What Beginner Lawyers Need to Know

As a beginner lawyer, you probably have many goals, dreams, and ambitions for your career. However, the decisions you make at the beginning of your career can drastically affect your future. The challenge is that, often,  beginner lawyers do not have the right information and make costly mistakes. As a young lawyer, you need more than just the knowledge of the US Constitution or other Federal laws and statutes.

This article examines some of the things beginner lawyers need to know to succeed in their chosen careers.

1. Improve Your Command of English

While this might seem like something that you’ll take for granted, especially if you’ve gone through law school, it’s still very vital. As a beginner lawyer, the impressions you make on senior lawyers, clients, and judges will affect how far you can go in your career. One of the ways that they’ll judge you is via the deliverables you produce. The briefs you write, contracts you draft, and notes you take affect the impressions senior colleagues have of you.

If there are simple grammatical or lexical errors in your work, it can present you as not being thorough or absent-minded and hurt your chances of getting promoted. Investing in a tool that helps you catch grammatical errors is also a good investment.

2. Invest in Resources

As a young lawyer, your workload is likely to be heavy. However, you must give your best to all the tasks you are given. To maintain a high level of quality, invest in resources that make your work easier, faster, and more accurate. Resources can include software and other tools to improve your productivity, training & workshops to help hone your skills, or other resources like a lawyer career guide to help you make the right decisions.

Investing in resources can seem counterproductive because it costs money, but the benefits it will have on your work will be worth it. By producing a consistently high level of quality work, it becomes easier to advance in your career.

3. Never Miss A Deadline

Some young lawyers treat deadlines like arbitrary advice. Don’t! If you miss a deadline, you may never do anything for that client or senior colleague again. Understandably, you might be juggling multiple projects and subconsciously judging one project as more important than the other. Unfortunately, the person who assigned the deadline thinks of their project as the most important, and few, if any, excuses are tenable.

If your plate is full, ask for an extension. Most clients and senior lawyers are reasonable and can grant you an extension. Even if they can’t and have to work with somebody else to complete the task, you’ve made a positive impression. They know that you are someone that respects deadlines and that if they give you a task, you’ll treat it as important. Respects the deadlines given to you; they are extremely important.

4. Tech Skills are Important

As the world becomes more digital, so will your law firm. Innovation is beginning to break into the legal sector, and you can’t afford to be left behind. The increasing sophistication of technology available to law firms means that many job positions might become obsolete very soon. However, it’s not all doom and gloom; knowing how to incorporate various aspects of technology into your work makes you more valuable to your firm.

So, brush up on your tech skills. While it’s very good to have a working knowledge of the law, you’ll need to know more than just the US constitution or Federal and state laws. You need to have robust tech skills to stay relevant in the 21st-century legal workplace.

5. Build Valuable Connections

What you know is important, but who knows you is equally as important. As a young lawyer, strive to build useful and valuable relationships with people around you. From senior colleagues to contemporaries and even junior officers, ensure that you build the right connections.

It can be tempting to isolate yourself and just do your work, but that is seldom enough. Make efforts to be known. Attend networking events, form a study group around a lawyer career guide, volunteer for a new project, or join an association. Then, become a valuable resource to people around you. Those connections will take you a long way in your career.

These five tips will help beginner lawyers along their journey to the top of their careers.

Adam Hansen
 

Adam is a part time journalist, entrepreneur, investor and father.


= Exercise details =
Find how many lines of the following entries contain "reference". Reply with the number alone.

(Dataset items)
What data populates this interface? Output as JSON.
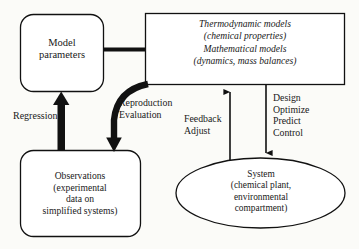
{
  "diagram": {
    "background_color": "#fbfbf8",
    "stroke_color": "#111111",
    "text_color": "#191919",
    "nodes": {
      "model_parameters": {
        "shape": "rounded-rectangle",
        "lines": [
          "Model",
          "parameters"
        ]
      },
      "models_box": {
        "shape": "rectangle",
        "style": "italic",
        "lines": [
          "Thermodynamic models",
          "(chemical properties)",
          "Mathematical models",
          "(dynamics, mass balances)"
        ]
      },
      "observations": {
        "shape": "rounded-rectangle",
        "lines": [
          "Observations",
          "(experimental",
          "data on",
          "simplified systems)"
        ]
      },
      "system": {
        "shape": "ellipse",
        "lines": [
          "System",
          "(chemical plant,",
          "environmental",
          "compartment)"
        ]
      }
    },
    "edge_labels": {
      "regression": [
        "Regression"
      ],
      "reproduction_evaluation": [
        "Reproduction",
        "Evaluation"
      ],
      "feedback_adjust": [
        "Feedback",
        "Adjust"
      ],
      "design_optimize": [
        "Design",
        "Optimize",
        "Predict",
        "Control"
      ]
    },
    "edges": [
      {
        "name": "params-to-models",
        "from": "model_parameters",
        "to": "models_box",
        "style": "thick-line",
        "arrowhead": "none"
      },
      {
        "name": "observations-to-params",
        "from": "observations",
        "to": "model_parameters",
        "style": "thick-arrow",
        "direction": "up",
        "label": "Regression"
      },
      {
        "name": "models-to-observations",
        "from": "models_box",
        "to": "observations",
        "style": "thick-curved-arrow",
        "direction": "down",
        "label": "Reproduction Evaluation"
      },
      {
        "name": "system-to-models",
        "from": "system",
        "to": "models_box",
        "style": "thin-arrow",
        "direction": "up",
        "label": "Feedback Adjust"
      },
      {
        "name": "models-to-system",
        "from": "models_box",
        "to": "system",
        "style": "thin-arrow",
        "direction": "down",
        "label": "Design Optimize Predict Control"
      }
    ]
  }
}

* * *

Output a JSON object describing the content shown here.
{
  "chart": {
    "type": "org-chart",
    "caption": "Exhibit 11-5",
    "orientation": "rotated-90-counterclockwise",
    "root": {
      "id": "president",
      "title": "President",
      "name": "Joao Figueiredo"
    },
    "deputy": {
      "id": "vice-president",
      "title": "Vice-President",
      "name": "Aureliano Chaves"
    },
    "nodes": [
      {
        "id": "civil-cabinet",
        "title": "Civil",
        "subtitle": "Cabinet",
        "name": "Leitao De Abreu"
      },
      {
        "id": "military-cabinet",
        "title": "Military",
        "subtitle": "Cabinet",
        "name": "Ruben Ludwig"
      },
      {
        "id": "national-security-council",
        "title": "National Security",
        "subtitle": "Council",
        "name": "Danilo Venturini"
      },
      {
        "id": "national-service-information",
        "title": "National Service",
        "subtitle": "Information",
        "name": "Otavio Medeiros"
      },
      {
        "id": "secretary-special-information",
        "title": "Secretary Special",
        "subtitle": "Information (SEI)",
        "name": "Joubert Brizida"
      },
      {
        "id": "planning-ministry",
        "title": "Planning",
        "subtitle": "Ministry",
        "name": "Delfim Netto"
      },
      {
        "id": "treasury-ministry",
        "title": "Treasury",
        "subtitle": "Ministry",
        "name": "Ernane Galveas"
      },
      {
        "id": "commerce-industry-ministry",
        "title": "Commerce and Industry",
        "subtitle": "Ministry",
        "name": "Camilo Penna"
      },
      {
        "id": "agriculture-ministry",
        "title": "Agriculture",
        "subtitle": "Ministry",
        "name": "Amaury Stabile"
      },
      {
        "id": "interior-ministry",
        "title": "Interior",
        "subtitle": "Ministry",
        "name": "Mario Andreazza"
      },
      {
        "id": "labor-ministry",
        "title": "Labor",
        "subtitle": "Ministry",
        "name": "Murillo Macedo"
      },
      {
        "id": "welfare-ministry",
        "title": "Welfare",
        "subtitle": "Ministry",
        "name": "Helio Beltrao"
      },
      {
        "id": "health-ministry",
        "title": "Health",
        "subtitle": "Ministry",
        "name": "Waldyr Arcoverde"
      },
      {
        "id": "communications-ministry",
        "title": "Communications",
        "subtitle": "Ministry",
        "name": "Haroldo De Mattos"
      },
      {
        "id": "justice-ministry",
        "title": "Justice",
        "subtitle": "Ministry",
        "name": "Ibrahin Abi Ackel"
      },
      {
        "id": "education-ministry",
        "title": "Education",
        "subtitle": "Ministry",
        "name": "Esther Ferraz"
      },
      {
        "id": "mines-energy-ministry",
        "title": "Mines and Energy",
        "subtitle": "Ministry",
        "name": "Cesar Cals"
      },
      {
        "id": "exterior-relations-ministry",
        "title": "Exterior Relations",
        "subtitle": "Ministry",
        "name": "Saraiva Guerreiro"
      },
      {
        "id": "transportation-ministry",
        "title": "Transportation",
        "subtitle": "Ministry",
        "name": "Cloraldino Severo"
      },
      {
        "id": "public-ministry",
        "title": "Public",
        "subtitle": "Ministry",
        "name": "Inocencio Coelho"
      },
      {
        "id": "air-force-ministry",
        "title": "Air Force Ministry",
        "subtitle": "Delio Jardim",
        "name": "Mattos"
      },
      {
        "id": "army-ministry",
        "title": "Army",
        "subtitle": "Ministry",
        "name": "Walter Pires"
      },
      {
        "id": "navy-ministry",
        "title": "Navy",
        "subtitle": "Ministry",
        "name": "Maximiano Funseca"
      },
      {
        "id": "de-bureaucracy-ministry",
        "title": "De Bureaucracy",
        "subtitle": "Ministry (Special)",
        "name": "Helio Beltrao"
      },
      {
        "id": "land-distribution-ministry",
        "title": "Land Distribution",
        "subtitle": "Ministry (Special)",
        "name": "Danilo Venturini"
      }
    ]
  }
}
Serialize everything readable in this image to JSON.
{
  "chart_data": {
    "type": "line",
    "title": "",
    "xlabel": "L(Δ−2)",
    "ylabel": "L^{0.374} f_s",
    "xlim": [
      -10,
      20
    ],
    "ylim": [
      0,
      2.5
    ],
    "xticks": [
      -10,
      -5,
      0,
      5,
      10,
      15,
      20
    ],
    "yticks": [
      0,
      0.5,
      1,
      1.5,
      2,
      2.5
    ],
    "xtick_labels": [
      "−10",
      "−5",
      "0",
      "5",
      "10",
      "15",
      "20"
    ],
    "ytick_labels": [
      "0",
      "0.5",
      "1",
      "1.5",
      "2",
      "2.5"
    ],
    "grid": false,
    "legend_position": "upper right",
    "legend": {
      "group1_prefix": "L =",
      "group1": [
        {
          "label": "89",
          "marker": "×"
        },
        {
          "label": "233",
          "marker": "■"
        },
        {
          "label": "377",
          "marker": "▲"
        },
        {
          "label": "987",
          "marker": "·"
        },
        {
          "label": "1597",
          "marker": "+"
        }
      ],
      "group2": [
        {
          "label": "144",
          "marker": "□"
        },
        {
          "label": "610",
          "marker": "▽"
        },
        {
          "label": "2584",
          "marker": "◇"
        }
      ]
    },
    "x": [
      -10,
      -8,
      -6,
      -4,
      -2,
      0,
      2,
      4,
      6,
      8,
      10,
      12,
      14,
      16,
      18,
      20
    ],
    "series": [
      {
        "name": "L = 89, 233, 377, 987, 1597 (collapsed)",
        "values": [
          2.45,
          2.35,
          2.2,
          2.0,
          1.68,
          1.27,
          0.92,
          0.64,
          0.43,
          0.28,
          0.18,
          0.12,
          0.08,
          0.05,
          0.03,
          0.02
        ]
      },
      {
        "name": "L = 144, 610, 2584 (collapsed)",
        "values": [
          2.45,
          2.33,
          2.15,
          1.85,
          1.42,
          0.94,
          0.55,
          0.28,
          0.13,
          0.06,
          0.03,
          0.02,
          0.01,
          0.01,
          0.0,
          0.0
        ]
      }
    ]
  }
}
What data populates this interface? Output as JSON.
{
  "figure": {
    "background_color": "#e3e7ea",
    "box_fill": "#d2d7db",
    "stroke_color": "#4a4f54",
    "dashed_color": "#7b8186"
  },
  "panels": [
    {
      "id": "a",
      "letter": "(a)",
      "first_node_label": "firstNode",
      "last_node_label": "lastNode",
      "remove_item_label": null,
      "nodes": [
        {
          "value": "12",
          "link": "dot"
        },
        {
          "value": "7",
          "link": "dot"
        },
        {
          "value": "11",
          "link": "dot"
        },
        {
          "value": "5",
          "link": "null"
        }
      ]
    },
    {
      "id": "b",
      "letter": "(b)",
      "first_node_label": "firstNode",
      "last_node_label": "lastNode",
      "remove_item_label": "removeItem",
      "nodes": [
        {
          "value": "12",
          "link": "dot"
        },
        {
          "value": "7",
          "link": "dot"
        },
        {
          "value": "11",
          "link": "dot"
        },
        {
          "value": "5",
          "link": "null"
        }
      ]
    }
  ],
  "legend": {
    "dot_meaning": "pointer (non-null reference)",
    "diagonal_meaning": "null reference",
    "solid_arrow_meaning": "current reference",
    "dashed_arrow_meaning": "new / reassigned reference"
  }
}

= Exercise response =
4